More on multitasking: Thinking about Generation M

I’ve always accepted the received wisdom about men and women and multitasking. Mars and Venus. Men solve problems and work sequentially and logically, women are good at multitasking and some sort of ordered chaos. Or something like that.

Now, as I watch Generation M and the modern workforce, I’m not so sure.

Maybe housewives were the world’s first knowledge workers.

Maybe men did sequential and problem-solving and breadwinnining things because that was their ‘allotted’ place in society, not because their wiring was different.

Maybe women handled multitasking better because they ran the home and you couldn’t run a home with kids like an assembly line, you had to learn to multitask. Not because their wiring was different.

And as women “entered the workforce” some of these lines blurred, and we still tried to believe it was all wiring, but it really wasn’t.

Maybe it was always nurture and not nature, as far as multitasking abilities were concerned.

And now, as Generation M enters the workforce, they don’t care about perceived differences in wiring. In fact they don’t agree that there is a difference in this respect. They already know that it has nothing at all to do with sequential and parallel wiring, it has to do with what they have to do, and how they adapt to that task.

Maybe Generation M multitask because they can. Maybe we could have as well, but we were conditioned, “nurtured”, to believe men couldn’t and women could.

When I look at voluntary organisations and startups, they seem to have got this already. In both cases they did not have assembly line thinking to colour their perceptions, they did not have the luxury of assembly line behaviour, they had to multitask, no choice.

Yes, maybe housewives were the world’s first knowledge workers, working networked and in community, with collaborative filtering and ratings and reviews and recommendations. With constant interruptions and an innate sense of deciding what’s important, very quickly. An innate ability to make mistakes and learn and move on. They had all the practice. They just didn’t have the technology.

Now, with the altered workforce and the entry of Generation M and the availability of relevant technology, maybe we will see multitasking proven as a gender-neutral thing, as it probably was in the first place.

Just maybe.

2 thoughts on “More on multitasking: Thinking about Generation M”

  1. Old entry, but the observation is still relevant, almost timeless.

    Should we call housewives “domestic engineers”, or “domestic knowledge engineers”?

    BTW, what does the tag “four pillars” represent?

    Cheers!

  2. If I had to choose, I would go for domestic engineers. I think they engineer the home and not its knowledge.

    Four Pillars shows how lazy I’ve become, the tag is meant to represent a connection with Search, Syndication, Fulfilment and Conversation, my original “four pillars of enterprise architecture”. It’s the default, and should not have been applied to this post. I have yet to go through all my posts changing the tags to something more meaningful, but I will sometime soon.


▶ **WHAT YOU WILL DO**: Within the records that follow, determine how many lines include the word "book". State the number and nothing further.

=-=-=-=-=

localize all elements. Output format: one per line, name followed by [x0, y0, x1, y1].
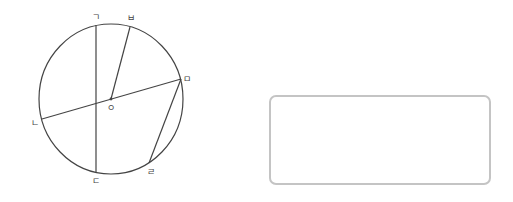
- point-label-n: ㄴ: [31, 118, 39, 128]
- center-point: [110, 98, 113, 101]
- point-label-g: ㄱ: [92, 12, 100, 22]
- chord-m-r: [149, 79, 181, 163]
- center-label: ㅇ: [107, 103, 115, 113]
- point-label-d: ㄷ: [92, 176, 100, 186]
- answer-box[interactable]: [269, 95, 491, 185]
- point-label-b: ㅂ: [127, 13, 135, 23]
- point-label-r: ㄹ: [147, 167, 155, 177]
- circle-geometry-diagram: ㅇ ㄱㄴㄷㄹㅁㅂ: [0, 0, 260, 202]
- radius-o-b: [111, 27, 130, 99]
- point-label-m: ㅁ: [183, 74, 191, 84]
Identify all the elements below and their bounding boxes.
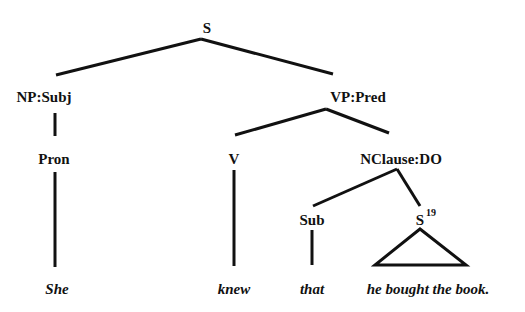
word-knew: knew (218, 281, 252, 297)
node-vp-pred: VP:Pred (330, 89, 386, 105)
edge-vp-v (235, 109, 326, 135)
node-s: S (203, 20, 211, 36)
node-v: V (229, 151, 240, 167)
triangle-s-clause (375, 229, 466, 265)
node-nclause-do: NClause:DO (360, 151, 442, 167)
tree-words: She knew that he bought the book. (45, 281, 489, 297)
node-sub: Sub (299, 212, 324, 228)
node-pron: Pron (38, 151, 70, 167)
node-np-subj: NP:Subj (16, 89, 71, 105)
syntax-tree-diagram: S NP:Subj VP:Pred Pron V NClause:DO Sub … (0, 0, 525, 312)
node-s-inner: S (416, 212, 424, 228)
node-s-inner-superscript: 19 (426, 207, 436, 218)
edge-vp-nclause (326, 109, 389, 133)
word-that: that (300, 281, 325, 297)
edge-nclause-s (397, 169, 420, 206)
tree-labels: S NP:Subj VP:Pred Pron V NClause:DO Sub … (16, 20, 441, 228)
edge-s-np (56, 39, 201, 75)
edge-nclause-sub (313, 169, 397, 206)
edge-s-vp (201, 39, 333, 74)
word-clause: he bought the book. (367, 281, 490, 297)
word-she: She (45, 281, 69, 297)
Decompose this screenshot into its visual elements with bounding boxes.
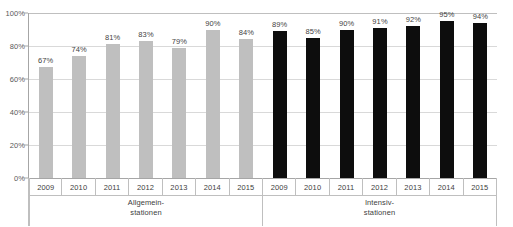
bar-data-label: 81% bbox=[105, 33, 120, 42]
bar-data-label: 91% bbox=[372, 17, 387, 26]
category-tick-label: 2011 bbox=[96, 178, 129, 196]
bar-data-label: 94% bbox=[473, 12, 488, 21]
category-tick-label: 2012 bbox=[363, 178, 396, 196]
bar bbox=[373, 28, 387, 178]
bar-data-label: 84% bbox=[239, 28, 254, 37]
y-tick-label: 20% bbox=[10, 141, 25, 150]
bar-chart: 0%20%40%60%80%100% 67%74%81%83%79%90%84%… bbox=[0, 0, 513, 227]
bar bbox=[172, 48, 186, 178]
bar-data-label: 67% bbox=[38, 56, 53, 65]
bar-data-label: 95% bbox=[439, 10, 454, 19]
bar bbox=[139, 41, 153, 178]
bar-data-label: 92% bbox=[406, 15, 421, 24]
category-tick-label: 2010 bbox=[296, 178, 329, 196]
y-tick-mark bbox=[24, 112, 28, 113]
y-tick-label: 40% bbox=[10, 108, 25, 117]
category-tick-label: 2013 bbox=[397, 178, 430, 196]
category-tick-label: 2013 bbox=[163, 178, 196, 196]
bar-data-label: 85% bbox=[305, 27, 320, 36]
category-tick-label: 2010 bbox=[62, 178, 95, 196]
y-axis: 0%20%40%60%80%100% bbox=[0, 0, 28, 227]
category-tick-label: 2012 bbox=[129, 178, 162, 196]
bar bbox=[306, 38, 320, 178]
group-label-axis: Allgemein-stationenIntensiv-stationen bbox=[29, 196, 497, 226]
category-tick-label: 2011 bbox=[330, 178, 363, 196]
y-tick-label: 100% bbox=[5, 9, 25, 18]
category-tick-label: 2015 bbox=[464, 178, 497, 196]
bar-data-label: 89% bbox=[272, 20, 287, 29]
bar bbox=[39, 67, 53, 178]
bars-layer: 67%74%81%83%79%90%84%89%85%90%91%92%95%9… bbox=[29, 13, 497, 178]
group-label-line: stationen bbox=[364, 208, 395, 218]
bar-data-label: 83% bbox=[138, 30, 153, 39]
y-tick-mark bbox=[24, 145, 28, 146]
bar bbox=[406, 26, 420, 178]
y-tick-label: 80% bbox=[10, 42, 25, 51]
bar bbox=[206, 30, 220, 179]
y-tick-label: 60% bbox=[10, 75, 25, 84]
bar bbox=[72, 56, 86, 178]
group-label-line: Allgemein- bbox=[128, 198, 164, 208]
category-axis: 2009201020112012201320142015200920102011… bbox=[29, 178, 497, 196]
category-tick-label: 2014 bbox=[430, 178, 463, 196]
bar bbox=[440, 21, 454, 178]
bar bbox=[340, 30, 354, 179]
bar bbox=[273, 31, 287, 178]
y-tick-mark bbox=[24, 79, 28, 80]
y-tick-mark bbox=[24, 13, 28, 14]
category-tick-label: 2015 bbox=[230, 178, 263, 196]
plot-area: 67%74%81%83%79%90%84%89%85%90%91%92%95%9… bbox=[29, 13, 497, 178]
group-label-line: Intensiv- bbox=[365, 198, 394, 208]
category-tick-label: 2009 bbox=[263, 178, 296, 196]
bar-data-label: 74% bbox=[71, 45, 86, 54]
bar-data-label: 90% bbox=[205, 19, 220, 28]
y-tick-mark bbox=[24, 46, 28, 47]
category-tick-label: 2009 bbox=[29, 178, 62, 196]
bar-data-label: 79% bbox=[172, 37, 187, 46]
group-label-line: stationen bbox=[130, 208, 161, 218]
group-label: Allgemein-stationen bbox=[29, 196, 263, 226]
group-label: Intensiv-stationen bbox=[263, 196, 497, 226]
bar-data-label: 90% bbox=[339, 19, 354, 28]
category-tick-label: 2014 bbox=[196, 178, 229, 196]
bar bbox=[473, 23, 487, 178]
y-tick-mark bbox=[24, 178, 28, 179]
bar bbox=[239, 39, 253, 178]
bar bbox=[106, 44, 120, 178]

=-=-=-=-=

▶ **ANSWER TO THIS TASK**: 2